Police officers evacuate people from the area as they take security measures

Police officers evacuate people from the area as they take security measures Photo: Getty

Catalonia’s police chief says he cannot rule out that the last suspect still believed to be at large in the Barcelona attacks may have crossed to France.

“We don’t have any specific information on this but it cannot be ruled out,” Josep Lluis Trapero told a news conference in Barcelona on Sunday, adding that border checks had been reinforced immediately after the attacks.

The revelation came as the family of seven-year-old Sydney boy Julian Cadman confirmed he died in last week’s terror attack at Las Ramblas in central Barcelona, ending days of uncertainty over his fate.

“Julian was a much loved and adored member of our family,” the family said in a statement early on Monday.

“As he was enjoying the sights of Barcelona with his mother, Julian was sadly taken from us.”

Julian’s mother Jumarie, known as Jom, was also seriously hurt in the assault after being struck by a terrorist driving a van down the world famous Spanish boulevard at high speed.

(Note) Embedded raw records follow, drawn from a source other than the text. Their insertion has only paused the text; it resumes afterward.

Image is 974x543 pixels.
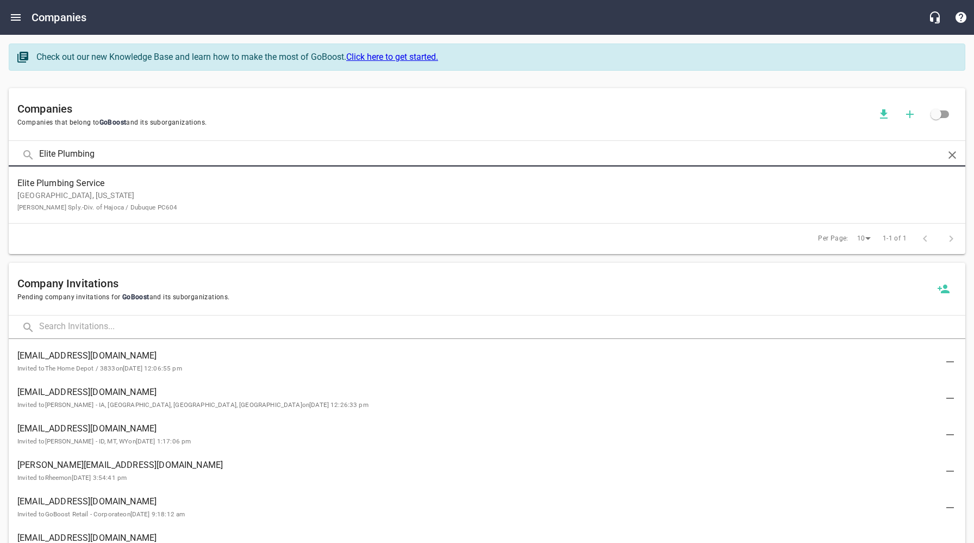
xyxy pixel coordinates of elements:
[853,231,875,246] div: 10
[9,171,965,219] a: Elite Plumbing Service[GEOGRAPHIC_DATA], [US_STATE][PERSON_NAME] Sply.-Div. of Hajoca / Dubuque P...
[937,458,963,484] button: Delete Invitation
[346,52,438,62] a: Click here to get started.
[948,4,974,30] button: Support Portal
[937,385,963,411] button: Delete Invitation
[99,119,127,126] span: GoBoost
[17,422,939,435] span: [EMAIL_ADDRESS][DOMAIN_NAME]
[3,4,29,30] button: Open drawer
[17,401,369,408] small: Invited to [PERSON_NAME] - IA, [GEOGRAPHIC_DATA], [GEOGRAPHIC_DATA], [GEOGRAPHIC_DATA] on [DATE] ...
[871,101,897,127] button: Download companies
[120,293,149,301] span: GoBoost
[39,143,935,166] input: Search Companies...
[897,101,923,127] button: Add a new company
[39,315,965,339] input: Search Invitations...
[17,385,939,398] span: [EMAIL_ADDRESS][DOMAIN_NAME]
[17,275,931,292] h6: Company Invitations
[17,349,939,362] span: [EMAIL_ADDRESS][DOMAIN_NAME]
[17,510,185,518] small: Invited to GoBoost Retail - Corporate on [DATE] 9:18:12 am
[923,101,949,127] span: Click to view all companies
[17,473,127,481] small: Invited to Rheem on [DATE] 3:54:41 pm
[883,233,907,244] span: 1-1 of 1
[937,494,963,520] button: Delete Invitation
[17,117,871,128] span: Companies that belong to and its suborganizations.
[17,292,931,303] span: Pending company invitations for and its suborganizations.
[931,276,957,302] button: Invite a new company
[17,190,939,213] p: [GEOGRAPHIC_DATA], [US_STATE]
[922,4,948,30] button: Live Chat
[17,177,939,190] span: Elite Plumbing Service
[17,458,939,471] span: [PERSON_NAME][EMAIL_ADDRESS][DOMAIN_NAME]
[17,437,191,445] small: Invited to [PERSON_NAME] - ID, MT, WY on [DATE] 1:17:06 pm
[937,421,963,447] button: Delete Invitation
[17,203,178,211] small: [PERSON_NAME] Sply.-Div. of Hajoca / Dubuque PC604
[17,364,182,372] small: Invited to The Home Depot / 3833 on [DATE] 12:06:55 pm
[32,9,86,26] h6: Companies
[937,348,963,375] button: Delete Invitation
[17,495,939,508] span: [EMAIL_ADDRESS][DOMAIN_NAME]
[17,100,871,117] h6: Companies
[36,51,954,64] div: Check out our new Knowledge Base and learn how to make the most of GoBoost.
[818,233,849,244] span: Per Page:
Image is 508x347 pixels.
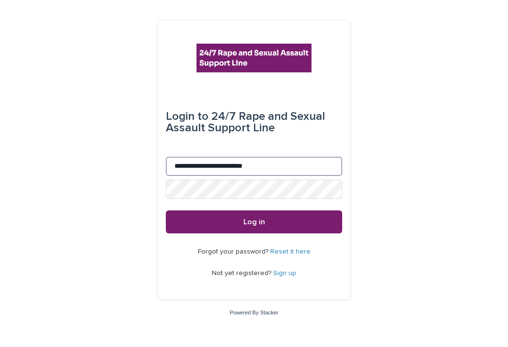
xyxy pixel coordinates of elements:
[198,248,270,255] span: Forgot your password?
[197,44,312,72] img: rhQMoQhaT3yELyF149Cw
[166,210,342,233] button: Log in
[270,248,311,255] a: Reset it here
[244,218,265,226] span: Log in
[212,270,273,277] span: Not yet registered?
[230,310,278,315] a: Powered By Stacker
[166,111,209,122] span: Login to
[273,270,296,277] a: Sign up
[166,103,342,141] div: 24/7 Rape and Sexual Assault Support Line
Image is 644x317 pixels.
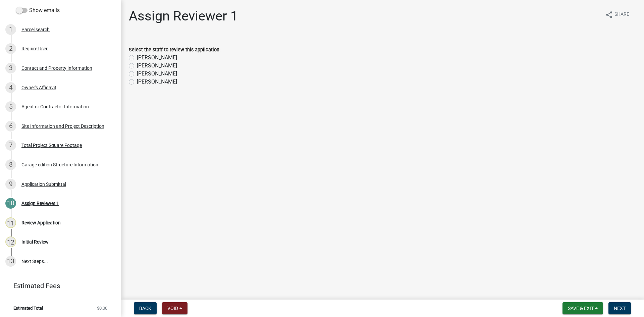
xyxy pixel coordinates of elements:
[22,104,89,109] div: Agent or Contractor Information
[5,236,16,247] div: 12
[605,11,613,19] i: share
[5,217,16,228] div: 11
[22,124,104,129] div: Site Information and Project Description
[22,143,82,148] div: Total Project Square Footage
[129,48,220,53] label: Select the staff to review this application:
[22,66,92,71] div: Contact and Property Information
[5,43,16,54] div: 2
[22,220,61,225] div: Review Application
[137,70,178,78] label: [PERSON_NAME]
[22,162,99,167] div: Garage edition Structure Information
[600,8,635,21] button: shareShare
[137,53,178,62] label: [PERSON_NAME]
[139,305,151,311] span: Back
[97,306,108,311] span: $0.00
[614,11,630,19] span: Share
[609,303,631,314] button: Next
[22,239,49,245] div: Initial Review
[5,197,16,208] div: 10
[562,303,603,314] button: Save & Exit
[5,178,16,189] div: 9
[168,305,178,311] span: Void
[134,303,157,314] button: Back
[5,62,16,73] div: 3
[5,159,16,170] div: 8
[162,303,187,314] button: Void
[568,305,593,311] span: Save & Exit
[22,182,66,187] div: Application Submittal
[137,78,178,86] label: [PERSON_NAME]
[22,201,59,206] div: Assign Reviewer 1
[5,120,16,131] div: 6
[14,306,43,311] span: Estimated Total
[614,305,626,311] span: Next
[5,101,16,112] div: 5
[16,6,60,14] label: Show emails
[5,82,16,93] div: 4
[5,279,110,293] a: Estimated Fees
[137,62,178,70] label: [PERSON_NAME]
[5,256,16,266] div: 13
[5,139,16,150] div: 7
[129,8,238,24] h1: Assign Reviewer 1
[22,85,56,90] div: Owner's Affidavit
[5,24,16,35] div: 1
[22,27,50,32] div: Parcel search
[22,46,48,51] div: Require User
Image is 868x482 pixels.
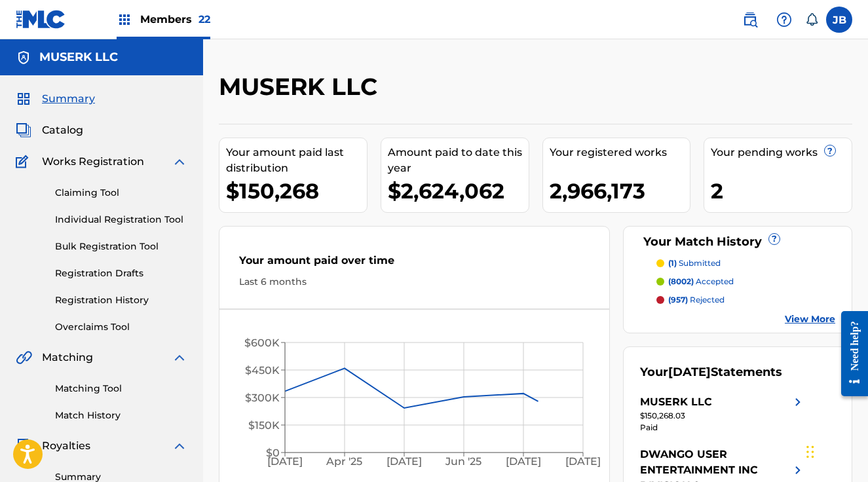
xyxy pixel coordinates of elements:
tspan: Apr '25 [326,456,362,468]
a: Match History [55,408,188,423]
img: Royalties [16,439,31,454]
span: ? [769,234,779,244]
span: (1) [668,258,676,268]
div: Your registered works [550,144,691,160]
div: Your amount paid last distribution [226,144,367,176]
div: 2,966,173 [550,176,691,206]
tspan: $0 [266,447,279,459]
a: Individual Registration Tool [55,213,188,226]
div: Your amount paid over time [239,253,590,275]
img: help [776,11,792,27]
tspan: $150K [248,419,279,432]
img: MLC Logo [16,9,66,29]
h5: MUSERK LLC [40,50,118,65]
img: search [743,11,758,27]
tspan: [DATE] [267,456,303,468]
p: rejected [668,294,725,306]
span: Works Registration [42,154,144,170]
div: Drag [807,432,814,472]
div: $150,268.03 [640,410,806,422]
img: Accounts [16,50,31,65]
tspan: [DATE] [387,456,422,468]
span: Matching [42,350,93,365]
img: Catalog [16,123,31,139]
img: right chevron icon [790,394,806,410]
tspan: [DATE] [565,456,601,468]
div: Notifications [805,13,818,26]
span: Members [141,11,210,26]
div: Paid [640,422,806,434]
div: Help [771,7,797,33]
a: View More [785,312,835,326]
div: User Menu [826,7,852,33]
div: Amount paid to date this year [388,144,528,176]
iframe: Chat Widget [803,419,868,482]
span: [DATE] [668,365,710,379]
p: submitted [668,258,721,269]
a: Matching Tool [55,382,188,395]
span: Summary [42,91,95,107]
span: Catalog [42,123,83,139]
a: Bulk Registration Tool [55,240,188,254]
span: (957) [668,294,688,305]
tspan: $600K [244,337,279,349]
div: MUSERK LLC [640,394,712,410]
img: Matching [16,350,32,365]
div: Last 6 months [239,275,590,289]
a: (957) rejected [657,294,835,306]
p: accepted [668,275,734,288]
div: 2 [710,176,852,206]
a: MUSERK LLCright chevron icon$150,268.03Paid [640,394,806,434]
a: Registration History [55,293,188,307]
a: Claiming Tool [55,186,188,200]
span: Royalties [42,439,91,454]
h2: MUSERK LLC [219,72,384,102]
a: SummarySummary [16,91,95,107]
div: $2,624,062 [388,176,528,206]
div: Your pending works [710,144,852,160]
iframe: Resource Center [831,301,868,406]
a: Overclaims Tool [55,321,188,334]
div: Your Match History [640,233,835,251]
div: Your Statements [640,363,782,381]
tspan: [DATE] [506,456,542,468]
img: expand [172,154,188,170]
a: (1) submitted [657,258,835,269]
div: $150,268 [226,176,367,206]
span: (8002) [668,276,693,286]
a: Registration Drafts [55,267,188,280]
img: expand [172,350,188,365]
img: Works Registration [16,154,33,170]
img: Summary [16,91,31,107]
span: 22 [198,13,210,25]
img: Top Rightsholders [117,11,132,27]
a: CatalogCatalog [16,123,83,139]
span: ? [825,145,835,156]
tspan: Jun '25 [444,456,481,468]
tspan: $300K [245,391,279,404]
tspan: $450K [245,364,279,376]
a: Public Search [737,7,763,33]
img: expand [172,439,188,454]
a: (8002) accepted [657,275,835,288]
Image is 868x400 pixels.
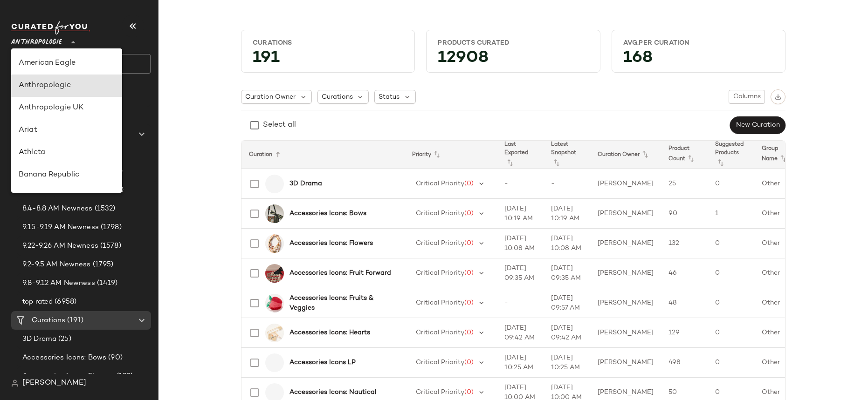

She is still being treated in a Barcelona hospital.

Search for driver intensifies

Earlier police said a manhunt was centred on Younes Abouyaaquoub, a 22-year-old Moroccan suspected of driving the van that ploughed into a packed Barcelona promenade Thursday, killing 13 people and injuring 120.

Police linked three rental vans to the main fugitive from an Islamic extremist cell that carried out deadly vehicle attacks in Barcelona and a nearby seaside resort.

A hunt continues for Younes Abouyaaquoub.

A police official says all three vans were rented using the credit card of Abouyaaquoub.

The massive manhunt for Abouyaaquoub is centred in the area around the town of Manlleu, north of Barcelona.

Abouyaaqoub, a resident of Ripoll, was reported to have frequented Manlleu, so investigators have focused there given the possibility that someone might have given refuge to the fugitive.

Abouyaaqoud’s mother took part in a rally at Ripoll town hall square on Saturday and said she repudiated the attacks, asking her son to turn himself in.

She said it was difficult for her to believe that her son was a member of the terror cell.

A cousin, Fatima Abouyaaqoud, said she was convinced that a local imam, Abdelbaki Es Satty, had radicalised her relative and the other local youths allegedly involved in the attacks.

Investigators also raided and searched the imam’s home in Ripoll looking for evidence and DNA samples.

Experts want to be able to verify if the religious leader, who has disappeared, is one of those killed in an explosion that rocked a house in Alcanar on Wednesday when a makeshift bomb factory blew up destroying what investigators believe was the cell’s bomb arsenal and killing at least two suspected cell members.

Biological remains belonging to three people have so far been found in the rubble, according to sources.

Even with Abouyaaquoub at large, Spanish Interior Minister Juan Ignacio Zoido declared the cell “broken” on Saturday.

In addition to the five killed by police, four were in custody and one or two were killed in a house explosion Wednesday. He said there was no new imminent threat of attack.